We may be seeing what no person in his right mind would have dared speak of just a handful of years ago. I speak of the chance that the NDP may overtake the Liberals as the government in waiting. It could happen. Indeed it may already have happened.

The reasons are that Michael Ignatieff is a dud and won't go quietly and the NDP is moving toward the centre.

Under Jack Layton the last three elections have show some promise for the NDP. In his first election he got 19 seats. This moved to 29 in 2006 and 37 in 2008. The fact remains that the NDP has a long way to go in order to be the opposition but with some luck and skill it could happen.

Jack Layton is a very decent guy who unfortunately reminds one of Terry-Thomas playing a used car salesman. Now, don't get me wrong, some of my best friends are used car salesman and you may believe that they are more to be trusted than, say, lawyers, politicians, broadcasters or writers. The problem is one of image. Remember poor old Gilles Duceppe and the picture of him wearing a hairnet when he visited a meat packing plant? Even though he was required to wear this, the media pilloried him as they did with Stockwell Day on a jet ski and poor old Bob Stanfield for tucking his trousers inside his cowboy boots. And who could forget Gordon Campbell's plaid shirt? Somehow Pierre Trudeau got away with wearing ridiculous garb but Trudeau managed to get away with almost everything.

Layton faces an uphill struggle and if he's to move up the ladder and pass the Grits he must do better in Quebec and Ontario, make headway in Atlantic Canada and really do well in B.C. In order to do that, the federal NDP must do better -- much better -- in rural B.C., which has become a Tory stronghold. This is where Carole James comes in.

In my judgment the mainstream media has avoided talking about the real issues in rural B.C., namely the environmental degradation of the province under the Campbell government.

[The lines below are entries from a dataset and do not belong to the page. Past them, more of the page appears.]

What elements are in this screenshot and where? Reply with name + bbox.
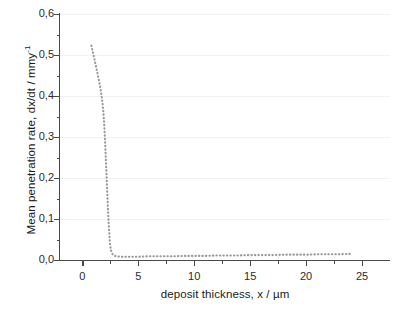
y-tick-label: 0,4 [28,89,54,101]
x-tick-label: 20 [291,270,321,282]
y-tick-label: 0,3 [28,130,54,142]
x-tick-label: 25 [347,270,377,282]
x-tick-label: 15 [235,270,265,282]
y-tick-label: 0,5 [28,48,54,60]
y-tick-label: 0,0 [28,253,54,265]
x-tick-label: 5 [123,270,153,282]
plot-area [60,14,390,260]
x-axis-tick-labels: 0510152025 [60,262,390,282]
y-tick-label: 0,2 [28,171,54,183]
series-mean-penetration-rate [60,14,390,260]
x-tick-label: 10 [179,270,209,282]
y-tick-label: 0,1 [28,212,54,224]
y-axis-line [59,13,60,261]
y-axis-tick-labels: 0,00,10,20,30,40,50,6 [26,14,54,260]
x-tick-label: 0 [67,270,97,282]
chart-figure: Mean penetration rate, dx/dt / mmy-1 dep… [0,0,399,313]
series-polyline [91,46,351,257]
x-axis-title: deposit thickness, x / µm [60,288,390,300]
y-tick-label: 0,6 [28,7,54,19]
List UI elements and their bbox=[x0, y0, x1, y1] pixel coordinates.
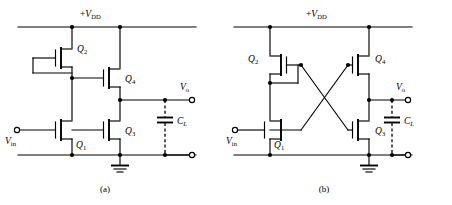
q3-label-a: Q3 bbox=[125, 126, 136, 137]
node-dot-cl-bottom-b bbox=[390, 153, 394, 157]
node-dot-cl-top-a bbox=[163, 98, 167, 102]
bottom-terminal-a[interactable] bbox=[189, 152, 194, 157]
node-dot-cl-top-b bbox=[390, 98, 394, 102]
caption-panel-a: (a) bbox=[100, 184, 110, 194]
vdd-label-a: +VDD bbox=[80, 9, 101, 20]
node-dot-q1-source-b bbox=[268, 153, 272, 157]
node-dot-q1-source-a bbox=[70, 153, 74, 157]
node-dot-cross-right-b bbox=[346, 63, 350, 67]
vo-terminal-b[interactable] bbox=[405, 97, 410, 102]
vdd-label-b: +VDD bbox=[306, 9, 327, 20]
figure-cmos-inverters: +VDD Vin Vo CL Q2 Q4 Q1 Q3 (a) bbox=[0, 0, 452, 205]
node-dot-gnd-b bbox=[367, 153, 371, 157]
q4-label-a: Q4 bbox=[125, 74, 136, 85]
bottom-terminal-b[interactable] bbox=[405, 152, 410, 157]
vo-label-a: Vo bbox=[180, 82, 190, 93]
node-dot-q2-source-a bbox=[70, 76, 74, 80]
q2-label-b: Q2 bbox=[248, 54, 258, 65]
node-dot-cross-left-b bbox=[299, 63, 303, 67]
q1-label-b: Q1 bbox=[274, 140, 284, 151]
q2-label-a: Q2 bbox=[77, 44, 87, 55]
node-dot-gnd-a bbox=[118, 153, 122, 157]
vin-label-b: Vin bbox=[226, 136, 238, 147]
node-dot-vdd-right-a bbox=[118, 25, 122, 29]
node-dot-cl-bottom-a bbox=[163, 153, 167, 157]
node-dot-vo-b bbox=[367, 98, 371, 102]
vin-label-a: Vin bbox=[5, 136, 17, 147]
q4-label-b: Q4 bbox=[375, 54, 386, 65]
circuit-panel-a: +VDD Vin Vo CL Q2 Q4 Q1 Q3 (a) bbox=[0, 0, 226, 205]
vo-label-b: Vo bbox=[396, 82, 406, 93]
circuit-panel-b: +VDD Vin Vo CL Q2 Q4 Q1 Q3 (b) bbox=[226, 0, 452, 205]
vin-terminal-a[interactable] bbox=[14, 127, 19, 132]
vo-terminal-a[interactable] bbox=[189, 97, 194, 102]
node-dot-vdd-left-b bbox=[268, 25, 272, 29]
cl-label-a: CL bbox=[177, 116, 187, 127]
node-dot-vdd-left-a bbox=[70, 25, 74, 29]
q3-label-b: Q3 bbox=[375, 126, 386, 137]
caption-panel-b: (b) bbox=[319, 184, 330, 194]
node-dot-q2-source-b bbox=[268, 81, 272, 85]
node-dot-vo-a bbox=[118, 98, 122, 102]
cl-label-b: CL bbox=[404, 116, 414, 127]
vin-terminal-b[interactable] bbox=[232, 127, 237, 132]
node-dot-vdd-right-b bbox=[367, 25, 371, 29]
q1-label-a: Q1 bbox=[76, 140, 86, 151]
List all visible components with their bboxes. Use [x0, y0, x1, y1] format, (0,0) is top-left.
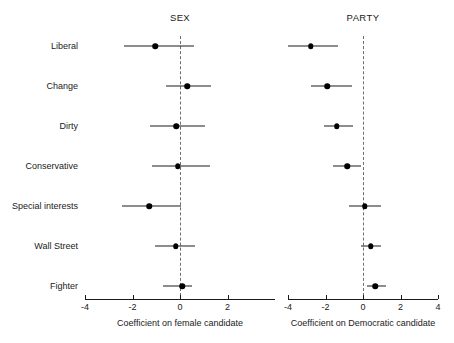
- x-axis-tick-party-4: [438, 295, 439, 299]
- estimate-point-sex-fighter: [180, 283, 186, 289]
- estimate-point-party-liberal: [308, 43, 314, 49]
- confidence-interval-sex-liberal: [124, 46, 194, 47]
- estimate-point-party-special-interests: [362, 203, 368, 209]
- estimate-point-party-conservative: [344, 163, 350, 169]
- x-axis-tick-label-sex-2: 0: [177, 302, 182, 312]
- x-axis-tick-label-party-0: -4: [284, 302, 292, 312]
- row-label-wall-street: Wall Street: [34, 241, 78, 251]
- row-label-conservative: Conservative: [25, 161, 78, 171]
- x-axis-tick-label-sex-0: -4: [81, 302, 89, 312]
- panel-title-party: PARTY: [303, 12, 423, 23]
- x-axis-tick-sex-3: [228, 295, 229, 299]
- x-axis-caption-party: Coefficient on Democratic candidate: [263, 318, 454, 328]
- estimate-point-party-dirty: [334, 123, 340, 129]
- row-label-liberal: Liberal: [51, 41, 78, 51]
- x-axis-tick-party-0: [288, 295, 289, 299]
- estimate-point-sex-wall-street: [173, 243, 179, 249]
- confidence-interval-party-change: [311, 86, 352, 87]
- x-axis-tick-label-sex-1: -2: [128, 302, 136, 312]
- x-axis-tick-label-party-2: 0: [360, 302, 365, 312]
- x-axis-tick-label-party-1: -2: [321, 302, 329, 312]
- confidence-interval-sex-fighter: [163, 286, 192, 287]
- x-axis-tick-label-party-4: 4: [435, 302, 440, 312]
- estimate-point-sex-liberal: [152, 43, 158, 49]
- x-axis-line-sex: [85, 299, 275, 300]
- row-label-special-interests: Special interests: [12, 201, 78, 211]
- x-axis-tick-sex-0: [85, 295, 86, 299]
- panel-title-sex: SEX: [120, 12, 240, 23]
- reference-line-zero: [363, 36, 364, 296]
- estimate-point-sex-special-interests: [146, 203, 152, 209]
- x-axis-caption-sex: Coefficient on female candidate: [80, 318, 280, 328]
- estimate-point-sex-conservative: [175, 163, 181, 169]
- row-label-fighter: Fighter: [50, 281, 78, 291]
- estimate-point-party-wall-street: [368, 243, 374, 249]
- estimate-point-party-fighter: [372, 283, 378, 289]
- estimate-point-sex-dirty: [174, 123, 180, 129]
- x-axis-tick-label-sex-3: 2: [225, 302, 230, 312]
- x-axis-tick-party-2: [363, 295, 364, 299]
- x-axis-tick-party-3: [401, 295, 402, 299]
- estimate-point-sex-change: [184, 83, 190, 89]
- x-axis-tick-label-party-3: 2: [398, 302, 403, 312]
- coefficient-plot-figure: LiberalChangeDirtyConservativeSpecial in…: [0, 0, 454, 343]
- row-label-dirty: Dirty: [60, 121, 79, 131]
- x-axis-tick-sex-1: [133, 295, 134, 299]
- confidence-interval-sex-conservative: [152, 166, 210, 167]
- x-axis-tick-sex-2: [180, 295, 181, 299]
- x-axis-line-party: [288, 299, 438, 300]
- row-label-change: Change: [46, 81, 78, 91]
- estimate-point-party-change: [325, 83, 331, 89]
- x-axis-tick-party-1: [326, 295, 327, 299]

This appalling ruination of our heritage is catching people’s attention all over the province.

We're a long way past May's election

Why didn't Carole James win all of these seats last May?

Easy. Scarcely anyone who follows such things would deny that the NDP ran the most appalling campaign in living memory. I traveled most of the province speaking on the private power issue and I can confirm that. But that was then. In a few short months Campbell has, with breathtaking arrogance, demonstrated that he means to destroy our sacred salmon and the province's rivers. Whether it's the South Fraser Perimeter Road, the murderous fish farms or ruining rivers for electricity BC Hydro doesn't need and must sell at a huge loss, Campbell’s utter indifference to the environmental wreckage he wreaks is daily becoming obvious to all British Columbians.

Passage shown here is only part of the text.